To calculate power you need to multiple the actual instantaneous
voltage by the instantaneous current..... and then all you get is the
power going into the capacitor .. not the "power dissipated" number.



--
Arjan van de Ven Intel Open Source Technology Centre
For development, discussion and tips for power savings,
visit http://www.lesswatts.org

2011-06-27 02:33:30

by Kyle Moffett

[permalink] [raw]
Subject: Re: CPU Instantaneous Power Consumption

On Sun, Jun 26, 2011 at 17:47, Arjan van de Ven <[email protected]> wrote:
> On Mon, 20 Jun 2011 22:15:47 -0400
> pradeep hettiarachchi <[email protected]> wrote:
>
>> Hi,
>>
>> I am a PhD student and doing a research which involves
>> control-theoretic real-time process/job scheduling. Here is my
>> question:
>>
>> I need to calculate the power consumption of a single or two CPU cores
>> and equivalent Thermal Dissipation accurately. I did not find any
>> supporting material from Intel to find the instantaneous power
>> consumption (and thermal dissipation) of the CPU. Therefore I am
>> trying some alternative path; I measure the CPU regulator input
>> current (using a very small shunt resister in series with 4 pin CPU
>> ATX connector).
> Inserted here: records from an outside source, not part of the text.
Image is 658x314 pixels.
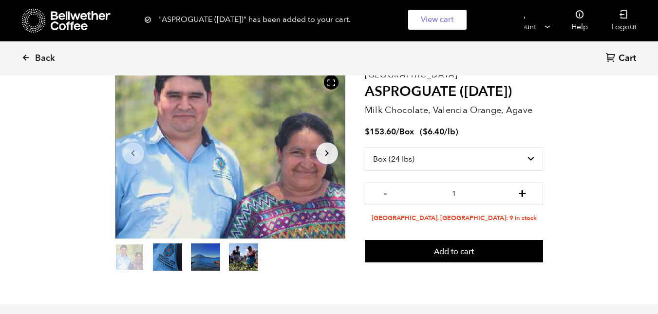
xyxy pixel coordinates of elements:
button: + [516,187,528,197]
p: Milk Chocolate, Valencia Orange, Agave [365,104,543,117]
a: View cart [408,10,466,30]
span: Cart [618,53,636,64]
button: Add to cart [365,240,543,262]
h2: ASPROGUATE ([DATE]) [365,84,543,100]
span: $ [365,126,369,137]
div: "ASPROGUATE ([DATE])" has been added to your cart. [144,10,514,30]
span: Back [35,53,55,64]
button: - [379,187,391,197]
span: $ [422,126,427,137]
li: [GEOGRAPHIC_DATA], [GEOGRAPHIC_DATA]: 9 in stock [365,214,543,223]
a: Cart [605,52,638,65]
span: / [396,126,399,137]
span: ( ) [420,126,458,137]
bdi: 6.40 [422,126,444,137]
span: Box [399,126,414,137]
span: /lb [444,126,455,137]
bdi: 153.60 [365,126,396,137]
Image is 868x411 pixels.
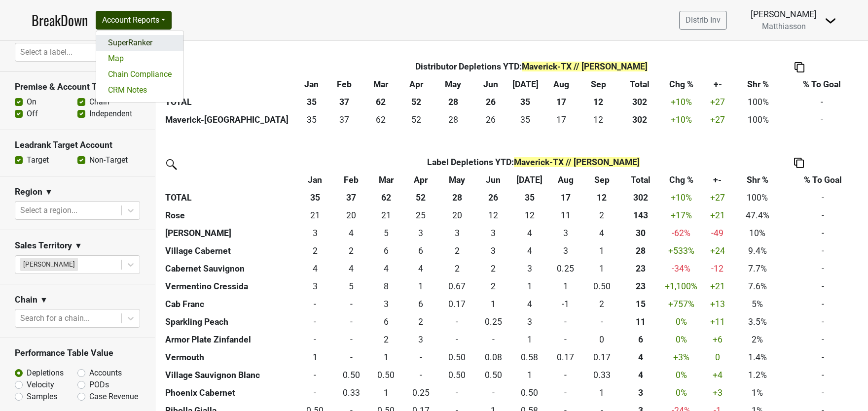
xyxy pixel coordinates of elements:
div: +24 [704,245,731,257]
td: 1.75 [403,313,439,331]
th: &nbsp;: activate to sort column ascending [163,75,296,93]
div: 5 [372,226,401,239]
span: ▼ [45,186,53,198]
th: Total: activate to sort column ascending [616,75,663,93]
th: 52 [399,93,433,111]
div: 4 [586,226,618,239]
th: Label Depletions YTD : [333,153,734,171]
label: PODs [90,379,109,391]
th: TOTAL [163,189,297,207]
td: 0.25 [475,313,511,331]
td: 9.4% [733,242,781,260]
td: 0 [584,313,620,331]
div: 2 [477,280,509,293]
div: - [299,298,331,310]
td: 1 [547,277,584,295]
td: 2 [333,242,369,260]
div: 302 [619,113,660,126]
td: +27 [701,189,733,207]
td: 24.834 [403,207,439,224]
td: -62 % [661,224,701,242]
th: 23.335 [620,260,661,277]
label: Chain [90,96,109,108]
div: 8 [372,280,401,293]
td: 1.167 [584,242,620,260]
th: 52 [403,189,439,207]
a: Distrib Inv [679,11,727,29]
td: 3.5% [733,313,781,331]
div: 1 [405,280,437,293]
td: 3.75 [369,260,403,277]
td: 3.166 [547,242,584,260]
td: 4.167 [584,224,620,242]
td: 0.25 [547,260,584,277]
th: 35 [297,189,333,207]
div: 4 [514,298,546,310]
h3: Leadrank Target Account [15,140,140,150]
div: 5 [335,280,367,293]
div: 2 [586,209,618,222]
td: 1.417 [403,277,439,295]
div: 3 [514,315,546,328]
td: 12.333 [580,111,616,129]
img: Dropdown Menu [824,15,836,27]
div: 0.17 [441,298,473,310]
td: 3.75 [512,242,547,260]
th: 302 [620,189,661,207]
td: 2.916 [439,224,475,242]
th: Feb: activate to sort column ascending [333,171,369,189]
th: 12 [584,189,620,207]
label: Independent [90,108,132,119]
div: -49 [704,226,731,239]
td: - [781,93,863,111]
div: 3 [299,226,331,239]
div: +27 [701,113,733,126]
th: Cab Franc [163,295,297,313]
div: 1 [477,298,509,310]
th: Rose [163,207,297,224]
td: 36.748 [327,111,362,129]
th: 26 [473,93,508,111]
div: 17 [544,113,578,126]
th: 17 [542,93,580,111]
th: Sparkling Peach [163,313,297,331]
div: 0.67 [441,280,473,293]
div: 6 [405,298,437,310]
th: 302 [616,93,663,111]
td: 47.4% [733,207,781,224]
th: TOTAL [163,93,296,111]
td: - [781,242,864,260]
div: 4 [335,226,367,239]
td: 0 [439,313,475,331]
th: Jul: activate to sort column ascending [508,75,542,93]
td: 5.249 [333,277,369,295]
a: Chain Compliance [96,66,184,82]
th: &nbsp;: activate to sort column ascending [163,171,297,189]
td: 0.667 [439,277,475,295]
div: 3 [477,245,509,257]
div: - [586,315,618,328]
th: 10.500 [620,313,661,331]
th: Jun: activate to sort column ascending [473,75,508,93]
div: - [550,315,581,328]
td: 6.417 [403,295,439,313]
td: -34 % [661,260,701,277]
th: Mar: activate to sort column ascending [369,171,403,189]
img: Copy to clipboard [794,62,805,72]
div: +21 [704,209,731,222]
td: 0 [297,313,333,331]
div: 0.25 [477,315,509,328]
td: 2.5 [512,313,547,331]
div: 35 [299,113,325,126]
td: 34.749 [508,111,542,129]
th: Aug: activate to sort column ascending [547,171,584,189]
div: [PERSON_NAME] [751,8,816,21]
div: 11 [622,315,659,328]
div: 0.50 [586,280,618,293]
div: 3 [514,262,546,275]
th: Jan: activate to sort column ascending [296,75,327,93]
td: 7.6% [733,277,781,295]
td: 61.75 [362,111,399,129]
div: 1 [550,280,581,293]
div: 21 [372,209,401,222]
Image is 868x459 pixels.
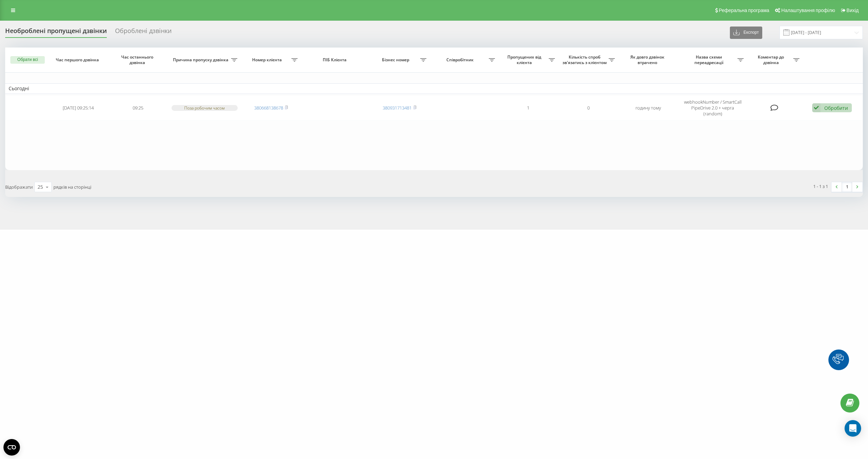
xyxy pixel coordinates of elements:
[719,8,770,13] span: Реферальна програма
[682,55,738,65] span: Назва схеми переадресації
[845,420,862,437] div: Open Intercom Messenger
[108,95,168,121] td: 09:25
[751,55,794,65] span: Коментар до дзвінка
[48,95,108,121] td: [DATE] 09:25:14
[499,95,559,121] td: 1
[373,57,420,62] span: Бізнес номер
[825,104,848,111] div: Обробити
[559,95,618,121] td: 0
[433,57,489,62] span: Співробітник
[842,182,853,192] a: 1
[502,55,549,65] span: Пропущених від клієнта
[847,8,859,13] span: Вихід
[38,184,43,191] div: 25
[5,83,863,94] td: Сьогодні
[4,439,20,455] button: Open CMP widget
[245,57,292,62] span: Номер клієнта
[679,95,747,121] td: webhookNumber / SmartCall PipeDrive 2.0 + черга (random)
[53,184,91,190] span: рядків на сторінці
[562,55,609,65] span: Кількість спроб зв'язатись з клієнтом
[255,104,283,111] a: 380668138678
[730,27,762,39] button: Експорт
[813,183,828,190] div: 1 - 1 з 1
[5,184,33,190] span: Відображати
[781,8,835,13] span: Налаштування профілю
[172,57,231,62] span: Причина пропуску дзвінка
[11,56,45,64] button: Обрати всі
[115,27,172,38] div: Оброблені дзвінки
[625,55,672,65] span: Як довго дзвінок втрачено
[172,105,238,111] div: Поза робочим часом
[618,95,679,121] td: годину тому
[5,27,107,38] div: Необроблені пропущені дзвінки
[308,57,363,62] span: ПІБ Клієнта
[114,55,162,65] span: Час останнього дзвінка
[54,57,102,62] span: Час першого дзвінка
[383,104,412,111] a: 380931713481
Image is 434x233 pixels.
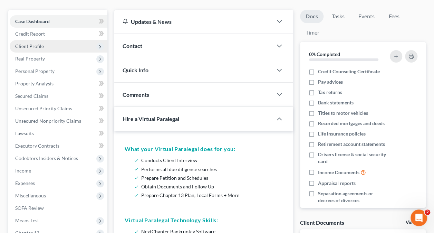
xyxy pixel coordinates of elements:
span: Life insurance policies [318,130,366,137]
a: Timer [300,26,325,39]
li: Conducts Client Interview [141,156,280,165]
span: Tax returns [318,89,343,96]
span: Codebtors Insiders & Notices [15,155,78,161]
span: Secured Claims [15,93,48,99]
a: Lawsuits [10,127,107,140]
span: Pay advices [318,78,343,85]
a: Case Dashboard [10,15,107,28]
span: Separation agreements or decrees of divorces [318,190,389,204]
a: Fees [383,10,405,23]
iframe: Intercom live chat [411,209,428,226]
a: Property Analysis [10,77,107,90]
span: Executory Contracts [15,143,59,149]
strong: 0% Completed [309,51,340,57]
span: Titles to motor vehicles [318,110,368,116]
span: Income Documents [318,169,360,176]
span: 2 [425,209,431,215]
h5: Virtual Paralegal Technology Skills: [125,216,283,224]
div: Updates & News [123,18,264,25]
a: Executory Contracts [10,140,107,152]
li: Obtain Documents and Follow Up [141,182,280,191]
span: Credit Report [15,31,45,37]
a: Unsecured Nonpriority Claims [10,115,107,127]
a: SOFA Review [10,202,107,214]
div: Client Documents [300,219,345,226]
span: Contact [123,43,142,49]
li: Prepare Petition and Schedules [141,174,280,182]
span: Quick Info [123,67,149,73]
span: Real Property [15,56,45,62]
span: Credit Counseling Certificate [318,68,380,75]
a: Tasks [327,10,350,23]
a: Unsecured Priority Claims [10,102,107,115]
span: Income [15,168,31,174]
a: Docs [300,10,324,23]
span: Client Profile [15,43,44,49]
span: Case Dashboard [15,18,50,24]
h5: What your Virtual Paralegal does for you: [125,145,283,153]
span: Expenses [15,180,35,186]
span: Unsecured Nonpriority Claims [15,118,81,124]
span: SOFA Review [15,205,44,211]
a: View All [406,220,423,225]
a: Credit Report [10,28,107,40]
span: Means Test [15,217,39,223]
span: Property Analysis [15,81,54,86]
a: Secured Claims [10,90,107,102]
span: Unsecured Priority Claims [15,105,72,111]
li: Performs all due diligence searches [141,165,280,174]
li: Prepare Chapter 13 Plan, Local Forms + More [141,191,280,199]
span: Appraisal reports [318,180,356,187]
span: Recorded mortgages and deeds [318,120,385,127]
span: Drivers license & social security card [318,151,389,165]
span: Lawsuits [15,130,34,136]
span: Personal Property [15,68,55,74]
span: Miscellaneous [15,193,46,198]
span: Hire a Virtual Paralegal [123,115,179,122]
span: Retirement account statements [318,141,385,148]
span: Comments [123,91,149,98]
span: Bank statements [318,99,354,106]
a: Events [353,10,381,23]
Also, assuming that the CPU voltage regulator operates
>> at 12 V rated, I could calculate the input power to the CPU regulator.
>>
>> However without knowing the following I cannot complete my power
>> calculation:
>>
> there isn't one.
> TDP is the power the CPU will use under a "power virus" like workload,
> eg this is the number that a system vendor is expected to be able to
> cool.
>
> What you actually use on a real life workload is less than that... how
> much less "depends"

The Thermal Design Power is very specifically not a chip-specific
parameter but a whole-system or whole-component design metric,
including the CPU and GPU as well as any chipset controllers, add-in
cards, etc.

For example, in a modern Intel laptop, the CPU may well have minimum
and maximum TDP numbers, but the processor boots up in low-power
mode and relies on the BIOS to program various secret model-specific
registers and other tunables to tell the CPU exactly how much power it
can use and how hot it can get, based on the "whole system" TDP.
Those power numbers *also* account for how hot the ethernet chipset
and SATA controller might get under maximum load.

Thermal Design Power also allows for short-term thermal overload;
something like Intel's "TurboBoost" where you can run the CPU very
cool at idle for 20 minutes (IE: writing code in "vim") and then turn the
frequency/power up above the steady-state max for 15-30 seconds of
high CPU usage (IE: compiling code), and then put it back into a lower
frequency state before it gets too hot.

It's even more complex when you consider shared cooling between
the CPU and GPU; if your GPU is at steady-state max frequency and
power then your CPU must be limited to ~60%, or vice versa.